(Excerpts from a dataset)
__________________________________________________

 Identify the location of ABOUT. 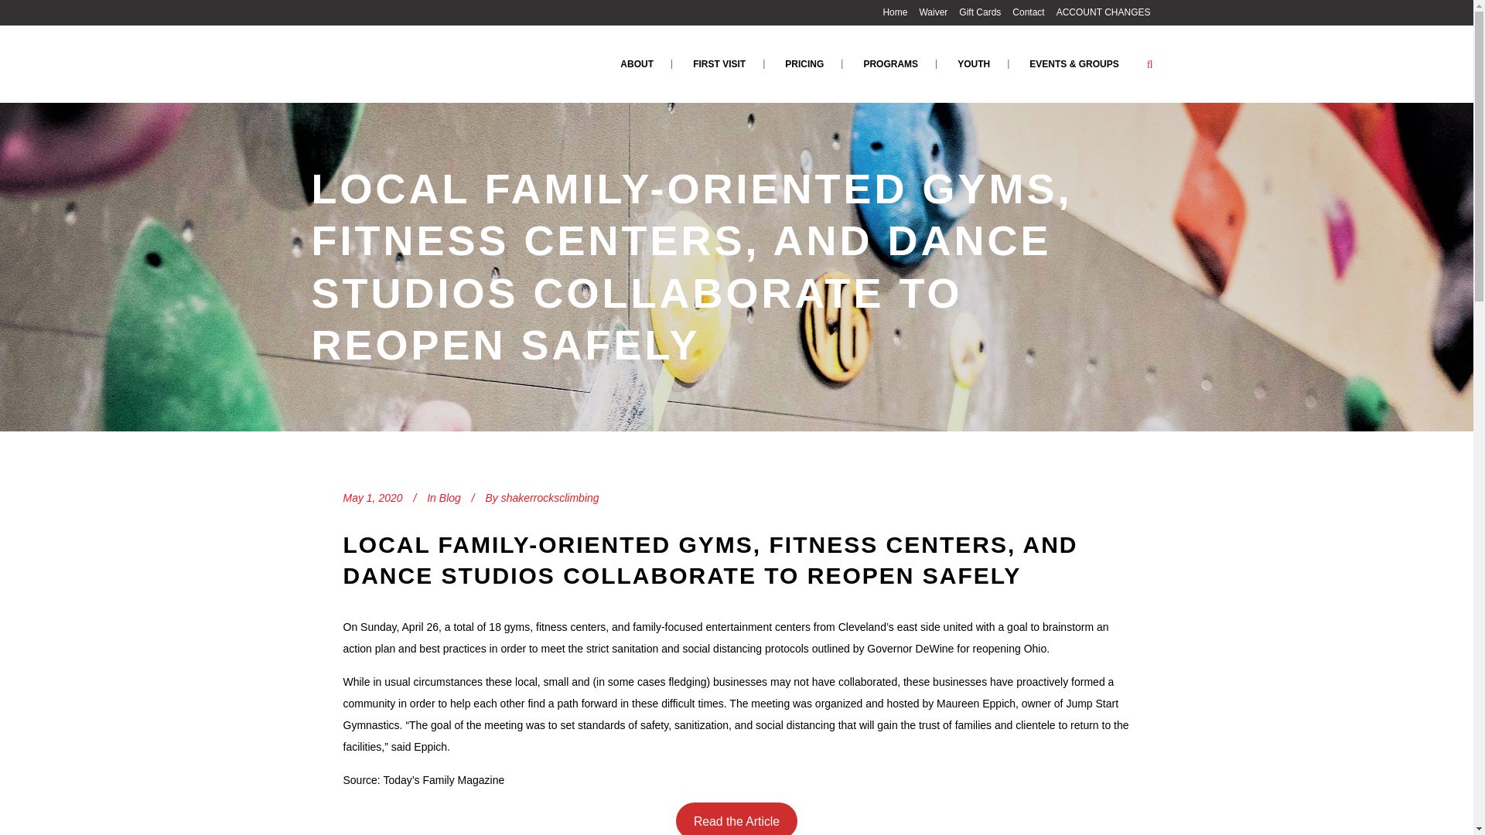
(636, 63).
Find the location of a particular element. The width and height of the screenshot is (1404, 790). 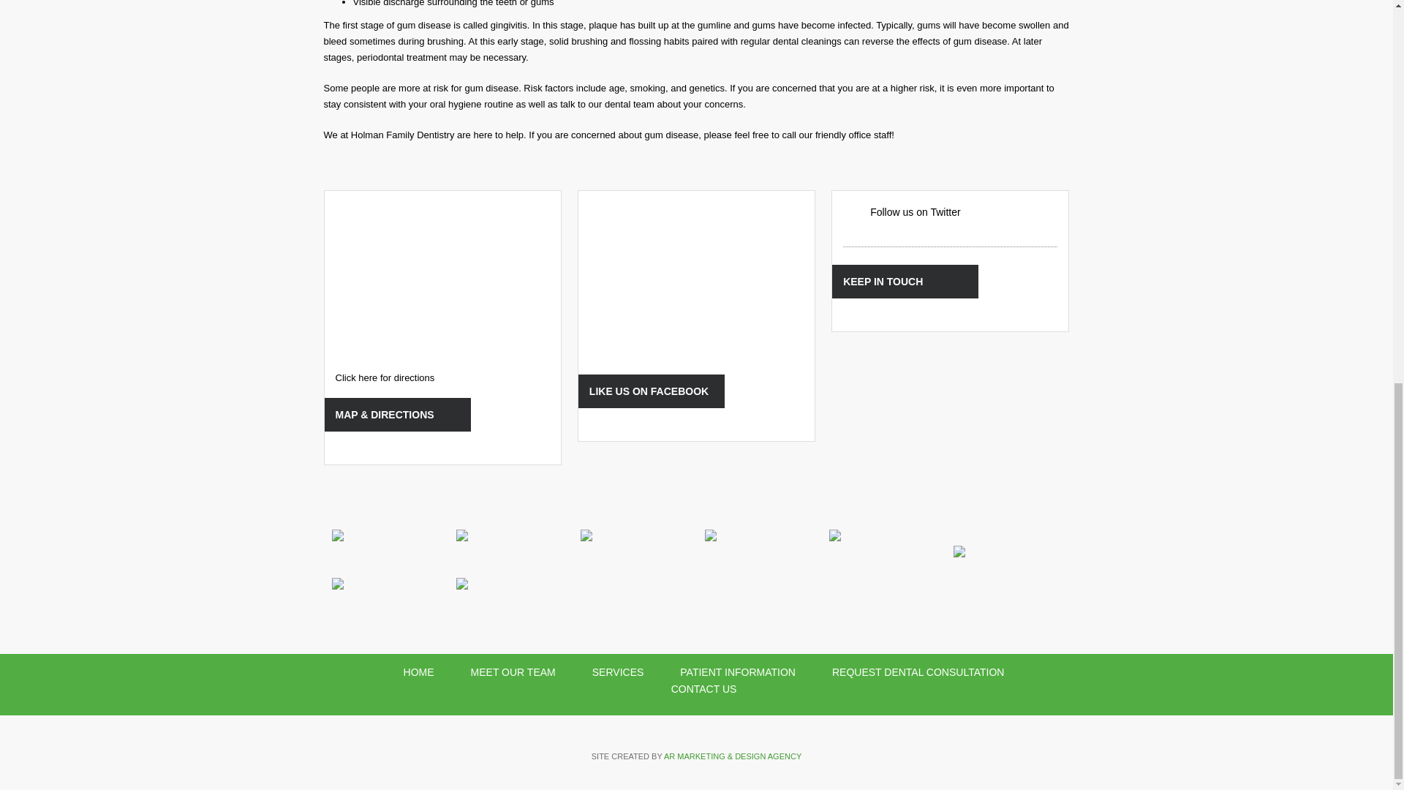

REQUEST DENTAL CONSULTATION is located at coordinates (918, 671).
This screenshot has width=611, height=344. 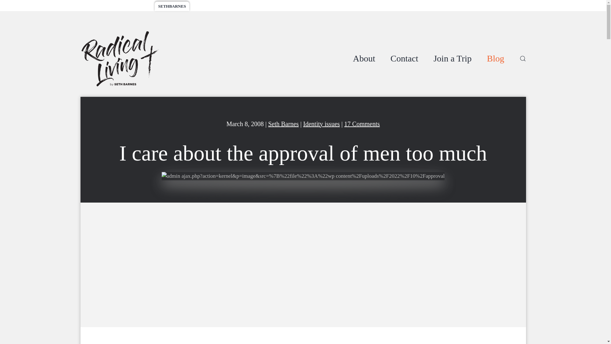 I want to click on Seth Barnes, so click(x=283, y=123).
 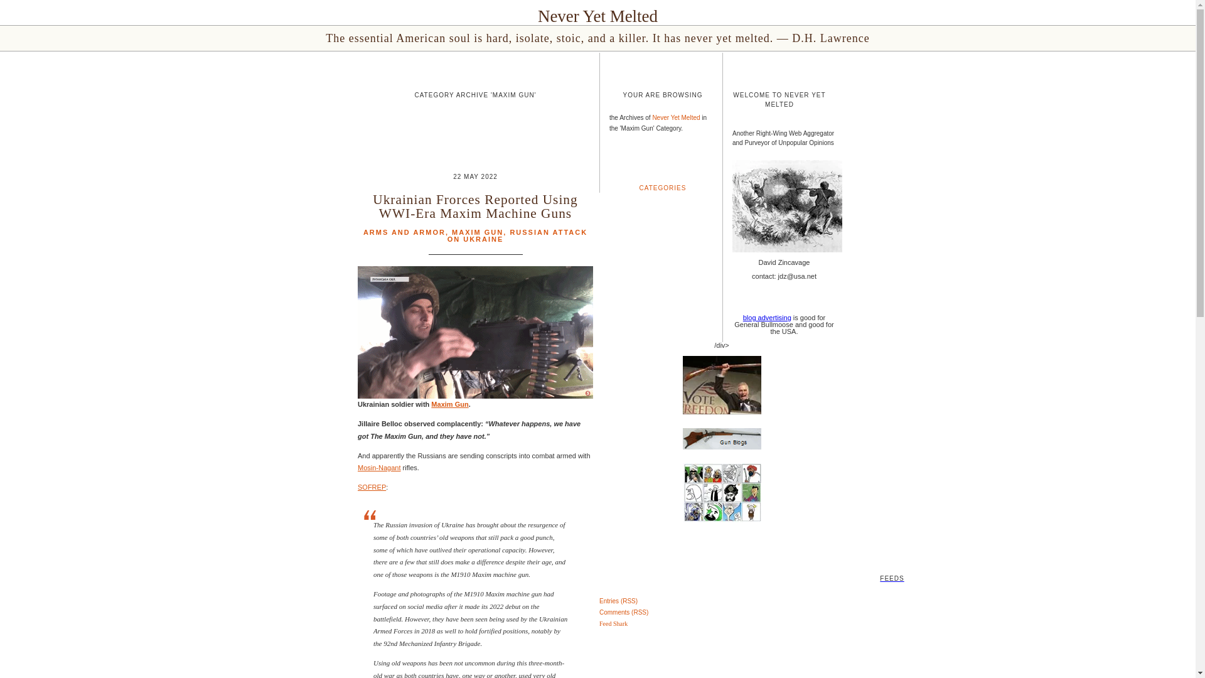 What do you see at coordinates (675, 118) in the screenshot?
I see `Never Yet Melted` at bounding box center [675, 118].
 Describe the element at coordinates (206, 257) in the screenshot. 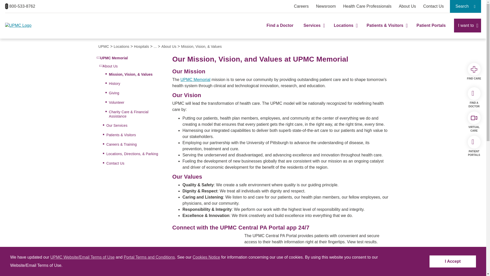

I see `Cookies Notice` at that location.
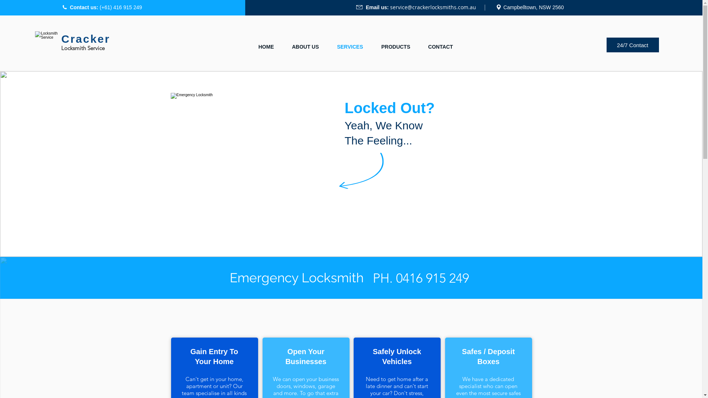 The image size is (708, 398). I want to click on 24/7 Contact, so click(633, 45).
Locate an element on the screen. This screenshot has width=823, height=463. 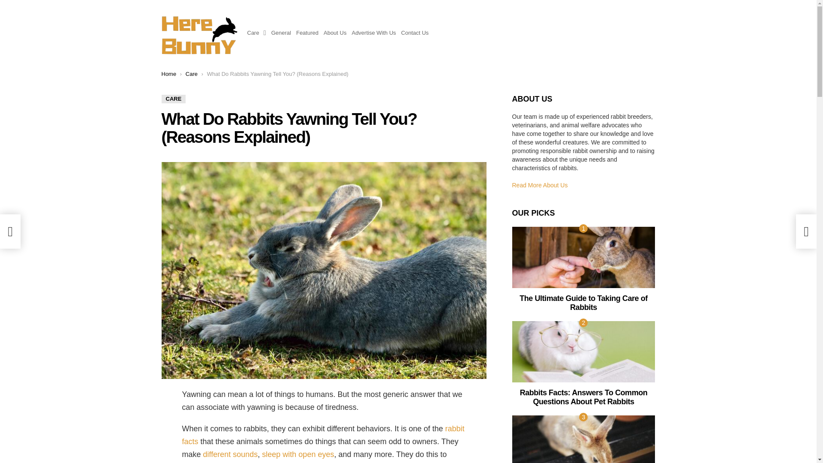
Care is located at coordinates (256, 33).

__________________________________________________

**Task to carry out:** Extract exactly the lines from the one containing "Describe the element" through the last line of the records above, both included, and leave out the pictures.

**Your solution:**
 Describe the element at coordinates (206, 257) in the screenshot. 

I see `Cookies Notice` at that location.
 The image size is (708, 398). I want to click on 24/7 Contact, so click(633, 45).
Locate an element on the screen. This screenshot has width=823, height=463. 
Care is located at coordinates (256, 33).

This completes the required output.